Monday, November 21, 2011

Crisis for social democracy

There are 27 member states in the European Union. Just one – Slovenia – has a majority social democrat government, following the crushing defeat at the weekend of the Spanish Socialists. With Greece’s PASOK government also being replaced in recent weeks by the technocrats of Lucas Papademos, these are sorry days for progressive politics.

Apart from Slovenia, there are 5 others – Austria, Denmark, Finland, Ireland and Luxembourg – where social democrats are members of ruling coalitions. Yet in 1999, 13 out of the then 15 governments in the European Union came from the centre left.

At a time when capitalism – or at least major parts of it – is clearly not giving people what they want; when bankers & financiers continue to take unwarranted bonuses while small businesses and ordinary people are crying out for loans and mortgages, and when economic growth is miniscule if measurable at all, this ought to be the left’s opportunity.

Following World War II, social democracy was the key player in creating more civilised, more egalitarian societies based on a combination of communal services and individual rights. It largely defined what became acceptable in terms of the public provision of health, education, pensions and reasonable working hours.

Yet, after around a century of universal suffrage across the continent, social democracy is getting the thumbs down from millions of people.

So, the crisis of Europe’s economies is also a crisis for the centre-left, and it cannot be solved by better branding or slightly different policy agendas. As I said in my speech to Labour Party Conference in September, we must actually rethink social democracy.

The re-thinking must come from all parts of the Labour movement and beyond; from trade unions, from intellectuals and academics, from practising politicians, from activists, from single interest groups.

But we also need to learn together with socialists and social democrats in France, Spain & Germany, because the answers in a globalised society will be international ones.

People do still aspire to a society based on fairness, on a wider distribution of wealth and income, and on working together to achieve a better world for themselves and their children. It is up to social democrats to meet these aspirations.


Assignment: Show each line of the entries below in which the word "Choice" appears.

** Data in this exercise follows **

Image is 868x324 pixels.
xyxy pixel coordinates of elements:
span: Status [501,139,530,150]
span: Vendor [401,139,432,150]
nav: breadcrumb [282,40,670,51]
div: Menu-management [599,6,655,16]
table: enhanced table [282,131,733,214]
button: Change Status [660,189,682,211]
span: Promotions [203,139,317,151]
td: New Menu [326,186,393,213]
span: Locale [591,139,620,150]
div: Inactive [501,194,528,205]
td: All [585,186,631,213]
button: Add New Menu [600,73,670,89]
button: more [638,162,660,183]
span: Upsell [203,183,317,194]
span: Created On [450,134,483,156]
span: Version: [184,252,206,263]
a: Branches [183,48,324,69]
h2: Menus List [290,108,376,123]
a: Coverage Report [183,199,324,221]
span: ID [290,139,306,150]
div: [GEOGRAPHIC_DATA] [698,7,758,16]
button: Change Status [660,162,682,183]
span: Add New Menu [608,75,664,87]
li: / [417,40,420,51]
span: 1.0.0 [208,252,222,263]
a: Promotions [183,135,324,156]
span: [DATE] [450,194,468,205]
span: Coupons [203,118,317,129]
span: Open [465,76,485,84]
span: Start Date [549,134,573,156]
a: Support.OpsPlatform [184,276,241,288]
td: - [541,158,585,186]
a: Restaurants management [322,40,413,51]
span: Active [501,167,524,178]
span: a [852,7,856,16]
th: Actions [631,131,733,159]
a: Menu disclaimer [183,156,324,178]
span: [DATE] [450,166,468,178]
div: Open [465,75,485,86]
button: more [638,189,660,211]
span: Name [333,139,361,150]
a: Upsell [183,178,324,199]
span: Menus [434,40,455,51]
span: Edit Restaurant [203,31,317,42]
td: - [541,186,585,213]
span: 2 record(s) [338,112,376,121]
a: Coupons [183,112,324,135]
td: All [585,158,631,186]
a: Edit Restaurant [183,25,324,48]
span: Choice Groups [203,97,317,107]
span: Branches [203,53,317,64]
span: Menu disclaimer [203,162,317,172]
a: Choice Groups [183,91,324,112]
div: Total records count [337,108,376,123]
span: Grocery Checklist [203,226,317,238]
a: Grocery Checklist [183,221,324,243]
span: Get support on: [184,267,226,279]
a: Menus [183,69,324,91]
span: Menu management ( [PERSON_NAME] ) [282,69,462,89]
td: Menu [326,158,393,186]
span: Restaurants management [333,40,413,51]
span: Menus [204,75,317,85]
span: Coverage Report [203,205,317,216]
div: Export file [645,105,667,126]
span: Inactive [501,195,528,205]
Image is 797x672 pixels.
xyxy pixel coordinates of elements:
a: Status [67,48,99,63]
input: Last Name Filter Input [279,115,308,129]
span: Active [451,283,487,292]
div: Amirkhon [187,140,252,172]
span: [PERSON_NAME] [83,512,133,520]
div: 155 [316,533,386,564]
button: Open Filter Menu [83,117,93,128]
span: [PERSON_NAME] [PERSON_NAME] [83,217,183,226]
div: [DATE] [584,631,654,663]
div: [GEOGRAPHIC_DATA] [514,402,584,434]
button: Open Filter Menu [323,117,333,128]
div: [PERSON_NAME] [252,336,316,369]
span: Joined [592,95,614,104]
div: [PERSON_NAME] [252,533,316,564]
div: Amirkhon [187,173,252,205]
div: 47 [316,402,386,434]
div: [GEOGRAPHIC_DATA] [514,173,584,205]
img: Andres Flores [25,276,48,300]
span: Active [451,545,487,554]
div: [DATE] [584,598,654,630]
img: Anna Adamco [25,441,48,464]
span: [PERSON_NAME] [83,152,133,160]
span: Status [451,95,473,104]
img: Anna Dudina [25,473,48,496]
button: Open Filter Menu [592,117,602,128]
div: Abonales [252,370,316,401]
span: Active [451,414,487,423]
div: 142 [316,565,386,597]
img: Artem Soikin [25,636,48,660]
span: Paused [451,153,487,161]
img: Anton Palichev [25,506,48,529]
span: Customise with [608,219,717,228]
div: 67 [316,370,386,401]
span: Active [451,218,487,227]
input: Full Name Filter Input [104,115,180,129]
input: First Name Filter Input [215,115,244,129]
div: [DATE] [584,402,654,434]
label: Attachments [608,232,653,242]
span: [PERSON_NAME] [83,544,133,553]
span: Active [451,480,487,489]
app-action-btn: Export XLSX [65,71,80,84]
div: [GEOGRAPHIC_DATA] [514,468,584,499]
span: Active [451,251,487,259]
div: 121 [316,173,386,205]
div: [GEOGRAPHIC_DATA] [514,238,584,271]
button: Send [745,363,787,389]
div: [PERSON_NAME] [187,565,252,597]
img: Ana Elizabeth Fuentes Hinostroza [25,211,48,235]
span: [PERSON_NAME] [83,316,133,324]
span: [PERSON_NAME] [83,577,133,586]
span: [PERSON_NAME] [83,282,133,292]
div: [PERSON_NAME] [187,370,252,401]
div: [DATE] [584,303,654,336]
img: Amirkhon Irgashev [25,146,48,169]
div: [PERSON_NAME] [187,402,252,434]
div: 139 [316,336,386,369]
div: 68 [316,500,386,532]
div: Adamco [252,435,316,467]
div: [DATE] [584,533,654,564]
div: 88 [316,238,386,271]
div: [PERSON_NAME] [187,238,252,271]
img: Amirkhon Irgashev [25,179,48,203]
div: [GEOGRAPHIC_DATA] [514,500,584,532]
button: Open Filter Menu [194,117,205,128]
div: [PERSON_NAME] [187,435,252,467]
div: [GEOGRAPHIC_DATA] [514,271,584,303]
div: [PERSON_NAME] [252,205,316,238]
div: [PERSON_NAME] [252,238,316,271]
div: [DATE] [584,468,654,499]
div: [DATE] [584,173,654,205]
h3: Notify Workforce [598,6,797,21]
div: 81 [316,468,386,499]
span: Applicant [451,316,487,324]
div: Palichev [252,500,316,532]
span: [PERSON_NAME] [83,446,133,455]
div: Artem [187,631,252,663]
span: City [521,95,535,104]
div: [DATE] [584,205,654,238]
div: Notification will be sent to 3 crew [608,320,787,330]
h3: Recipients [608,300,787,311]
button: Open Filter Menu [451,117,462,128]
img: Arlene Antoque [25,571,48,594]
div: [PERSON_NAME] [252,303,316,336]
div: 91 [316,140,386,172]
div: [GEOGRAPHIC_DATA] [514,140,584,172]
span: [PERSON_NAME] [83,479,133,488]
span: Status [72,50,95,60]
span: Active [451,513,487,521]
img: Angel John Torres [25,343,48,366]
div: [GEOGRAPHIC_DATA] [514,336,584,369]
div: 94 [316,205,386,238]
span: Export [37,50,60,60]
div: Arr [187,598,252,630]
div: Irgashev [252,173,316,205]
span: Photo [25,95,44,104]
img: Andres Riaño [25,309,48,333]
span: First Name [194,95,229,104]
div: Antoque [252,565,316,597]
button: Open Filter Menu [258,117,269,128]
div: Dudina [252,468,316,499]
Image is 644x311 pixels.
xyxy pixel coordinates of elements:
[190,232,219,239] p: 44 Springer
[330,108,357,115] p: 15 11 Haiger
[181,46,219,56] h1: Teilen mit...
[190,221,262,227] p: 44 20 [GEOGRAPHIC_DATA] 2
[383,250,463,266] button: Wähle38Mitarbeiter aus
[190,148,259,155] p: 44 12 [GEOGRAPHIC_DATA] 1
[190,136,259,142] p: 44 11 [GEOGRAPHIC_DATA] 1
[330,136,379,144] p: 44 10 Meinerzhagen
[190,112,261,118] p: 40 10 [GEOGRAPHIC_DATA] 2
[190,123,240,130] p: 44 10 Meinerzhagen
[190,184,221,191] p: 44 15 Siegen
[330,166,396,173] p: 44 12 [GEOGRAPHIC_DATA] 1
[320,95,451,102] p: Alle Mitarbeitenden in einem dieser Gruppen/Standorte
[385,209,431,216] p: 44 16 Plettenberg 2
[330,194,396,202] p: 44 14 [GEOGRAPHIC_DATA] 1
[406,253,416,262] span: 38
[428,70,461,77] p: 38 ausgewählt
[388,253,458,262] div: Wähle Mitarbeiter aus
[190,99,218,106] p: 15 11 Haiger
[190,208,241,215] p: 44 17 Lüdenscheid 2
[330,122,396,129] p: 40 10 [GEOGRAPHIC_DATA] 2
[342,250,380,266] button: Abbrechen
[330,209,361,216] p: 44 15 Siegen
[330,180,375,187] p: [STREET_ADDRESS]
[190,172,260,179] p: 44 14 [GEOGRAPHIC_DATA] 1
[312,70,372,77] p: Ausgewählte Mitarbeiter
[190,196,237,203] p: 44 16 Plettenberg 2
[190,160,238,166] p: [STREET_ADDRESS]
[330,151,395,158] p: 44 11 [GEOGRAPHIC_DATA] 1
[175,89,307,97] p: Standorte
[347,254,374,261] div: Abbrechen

** End of Data in this exercise **
** Data in this exercise follows **

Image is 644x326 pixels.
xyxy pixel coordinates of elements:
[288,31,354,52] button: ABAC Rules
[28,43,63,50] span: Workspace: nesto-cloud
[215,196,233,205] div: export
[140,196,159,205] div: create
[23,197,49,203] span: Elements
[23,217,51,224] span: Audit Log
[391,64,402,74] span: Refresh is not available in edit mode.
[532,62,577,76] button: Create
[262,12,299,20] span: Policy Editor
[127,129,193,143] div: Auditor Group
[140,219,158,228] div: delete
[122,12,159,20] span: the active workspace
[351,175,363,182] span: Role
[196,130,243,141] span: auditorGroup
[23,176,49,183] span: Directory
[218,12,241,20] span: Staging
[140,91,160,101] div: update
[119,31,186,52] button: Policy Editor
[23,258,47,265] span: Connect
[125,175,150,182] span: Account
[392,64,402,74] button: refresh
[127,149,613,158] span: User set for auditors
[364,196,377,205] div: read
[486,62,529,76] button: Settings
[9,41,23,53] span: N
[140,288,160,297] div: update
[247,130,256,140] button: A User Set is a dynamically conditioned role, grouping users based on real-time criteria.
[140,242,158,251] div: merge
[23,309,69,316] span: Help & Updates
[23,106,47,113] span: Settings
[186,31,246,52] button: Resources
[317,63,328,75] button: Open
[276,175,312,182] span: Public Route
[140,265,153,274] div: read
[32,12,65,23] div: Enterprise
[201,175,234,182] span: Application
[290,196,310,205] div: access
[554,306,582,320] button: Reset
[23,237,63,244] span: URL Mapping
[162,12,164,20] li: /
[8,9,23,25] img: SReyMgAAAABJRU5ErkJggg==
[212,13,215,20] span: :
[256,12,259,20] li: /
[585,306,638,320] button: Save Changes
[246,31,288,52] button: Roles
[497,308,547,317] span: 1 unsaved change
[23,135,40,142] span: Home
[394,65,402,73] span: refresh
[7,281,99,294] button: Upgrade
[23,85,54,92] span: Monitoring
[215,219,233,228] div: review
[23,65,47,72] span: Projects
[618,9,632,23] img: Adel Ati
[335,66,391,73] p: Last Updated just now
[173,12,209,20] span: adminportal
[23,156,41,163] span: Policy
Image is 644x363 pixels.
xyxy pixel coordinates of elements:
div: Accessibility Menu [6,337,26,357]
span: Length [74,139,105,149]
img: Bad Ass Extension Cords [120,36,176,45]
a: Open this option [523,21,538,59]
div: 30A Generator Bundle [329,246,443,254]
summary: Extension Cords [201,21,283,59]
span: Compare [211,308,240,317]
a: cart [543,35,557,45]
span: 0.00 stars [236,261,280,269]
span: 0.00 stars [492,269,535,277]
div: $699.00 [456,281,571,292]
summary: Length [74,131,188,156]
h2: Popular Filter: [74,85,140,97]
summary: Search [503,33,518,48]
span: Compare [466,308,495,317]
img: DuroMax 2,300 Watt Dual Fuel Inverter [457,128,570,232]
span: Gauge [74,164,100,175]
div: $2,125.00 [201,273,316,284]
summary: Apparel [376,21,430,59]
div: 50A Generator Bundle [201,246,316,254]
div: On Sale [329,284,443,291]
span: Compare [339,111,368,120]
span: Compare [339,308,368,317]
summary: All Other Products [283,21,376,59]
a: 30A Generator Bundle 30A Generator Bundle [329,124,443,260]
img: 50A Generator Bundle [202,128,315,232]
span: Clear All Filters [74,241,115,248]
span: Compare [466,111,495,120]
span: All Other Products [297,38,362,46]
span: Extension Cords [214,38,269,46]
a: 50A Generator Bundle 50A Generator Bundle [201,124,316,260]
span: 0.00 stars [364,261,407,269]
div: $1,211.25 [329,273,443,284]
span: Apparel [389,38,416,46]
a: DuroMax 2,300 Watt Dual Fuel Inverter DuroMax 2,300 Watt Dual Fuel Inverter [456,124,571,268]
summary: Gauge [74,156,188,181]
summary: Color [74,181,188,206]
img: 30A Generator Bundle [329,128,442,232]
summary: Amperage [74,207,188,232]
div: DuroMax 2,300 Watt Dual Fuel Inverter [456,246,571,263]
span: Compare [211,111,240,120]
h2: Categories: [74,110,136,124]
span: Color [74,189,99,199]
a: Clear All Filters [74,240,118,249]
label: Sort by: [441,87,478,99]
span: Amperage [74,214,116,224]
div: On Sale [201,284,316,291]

** End of Data in this exercise **
** Data in this exercise follows **

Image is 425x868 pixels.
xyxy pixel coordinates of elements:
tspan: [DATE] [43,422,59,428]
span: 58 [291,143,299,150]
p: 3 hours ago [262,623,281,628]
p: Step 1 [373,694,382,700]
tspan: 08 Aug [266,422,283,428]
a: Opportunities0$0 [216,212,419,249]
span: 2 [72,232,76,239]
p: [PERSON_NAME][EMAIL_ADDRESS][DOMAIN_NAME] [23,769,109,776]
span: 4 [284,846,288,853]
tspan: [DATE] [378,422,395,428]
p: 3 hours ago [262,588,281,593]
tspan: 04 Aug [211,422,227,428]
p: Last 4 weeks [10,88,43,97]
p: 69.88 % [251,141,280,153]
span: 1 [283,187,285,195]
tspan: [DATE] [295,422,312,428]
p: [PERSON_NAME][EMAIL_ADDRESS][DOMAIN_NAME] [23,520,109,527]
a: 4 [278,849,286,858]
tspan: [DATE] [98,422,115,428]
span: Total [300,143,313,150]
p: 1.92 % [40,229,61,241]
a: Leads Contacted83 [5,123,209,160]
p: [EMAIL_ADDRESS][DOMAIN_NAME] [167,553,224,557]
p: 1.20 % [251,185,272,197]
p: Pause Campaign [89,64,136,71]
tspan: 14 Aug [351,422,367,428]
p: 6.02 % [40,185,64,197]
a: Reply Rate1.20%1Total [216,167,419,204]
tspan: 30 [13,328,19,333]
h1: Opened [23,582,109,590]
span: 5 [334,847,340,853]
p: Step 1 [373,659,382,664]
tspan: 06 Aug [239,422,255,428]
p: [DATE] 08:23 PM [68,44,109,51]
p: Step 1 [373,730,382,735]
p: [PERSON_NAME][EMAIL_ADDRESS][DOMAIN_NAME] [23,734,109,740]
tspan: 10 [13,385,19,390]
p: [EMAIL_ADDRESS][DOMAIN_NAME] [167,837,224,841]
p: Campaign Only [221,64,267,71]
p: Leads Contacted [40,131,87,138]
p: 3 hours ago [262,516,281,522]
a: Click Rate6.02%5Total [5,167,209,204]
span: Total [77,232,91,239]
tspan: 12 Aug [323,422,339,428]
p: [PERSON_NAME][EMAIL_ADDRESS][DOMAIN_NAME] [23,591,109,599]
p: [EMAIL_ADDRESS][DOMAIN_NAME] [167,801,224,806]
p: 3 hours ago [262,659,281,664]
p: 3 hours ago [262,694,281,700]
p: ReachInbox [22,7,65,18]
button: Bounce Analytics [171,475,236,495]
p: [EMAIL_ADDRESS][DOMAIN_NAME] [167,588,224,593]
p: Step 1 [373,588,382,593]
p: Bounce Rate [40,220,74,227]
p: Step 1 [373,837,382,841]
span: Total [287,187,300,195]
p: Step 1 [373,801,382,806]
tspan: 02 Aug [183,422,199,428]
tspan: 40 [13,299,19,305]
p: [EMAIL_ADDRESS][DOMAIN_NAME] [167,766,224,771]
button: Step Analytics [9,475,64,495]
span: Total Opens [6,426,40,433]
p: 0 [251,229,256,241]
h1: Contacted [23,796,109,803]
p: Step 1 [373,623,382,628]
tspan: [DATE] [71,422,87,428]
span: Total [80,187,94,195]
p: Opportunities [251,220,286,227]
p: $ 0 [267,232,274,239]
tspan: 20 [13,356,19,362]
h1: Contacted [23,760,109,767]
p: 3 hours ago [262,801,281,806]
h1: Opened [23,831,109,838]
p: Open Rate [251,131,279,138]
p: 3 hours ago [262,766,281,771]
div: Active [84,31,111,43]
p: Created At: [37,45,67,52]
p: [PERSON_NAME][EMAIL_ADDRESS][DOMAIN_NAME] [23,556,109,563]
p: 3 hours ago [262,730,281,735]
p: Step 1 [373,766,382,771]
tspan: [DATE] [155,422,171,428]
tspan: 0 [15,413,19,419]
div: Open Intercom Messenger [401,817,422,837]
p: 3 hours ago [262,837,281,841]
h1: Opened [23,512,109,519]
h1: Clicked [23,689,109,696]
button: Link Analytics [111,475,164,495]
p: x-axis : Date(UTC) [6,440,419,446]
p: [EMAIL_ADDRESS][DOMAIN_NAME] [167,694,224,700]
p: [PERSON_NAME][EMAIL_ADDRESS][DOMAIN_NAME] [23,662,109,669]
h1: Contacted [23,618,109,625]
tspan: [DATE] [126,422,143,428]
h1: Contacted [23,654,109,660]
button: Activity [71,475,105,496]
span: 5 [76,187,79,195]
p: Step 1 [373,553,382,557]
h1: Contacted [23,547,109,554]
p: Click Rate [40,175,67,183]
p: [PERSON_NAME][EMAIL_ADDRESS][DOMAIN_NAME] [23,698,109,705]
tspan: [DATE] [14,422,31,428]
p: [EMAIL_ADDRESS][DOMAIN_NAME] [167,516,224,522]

** End of Data in this exercise **

Answer:
span: Choice Groups [203,97,317,107]
a: Choice Groups [183,91,324,112]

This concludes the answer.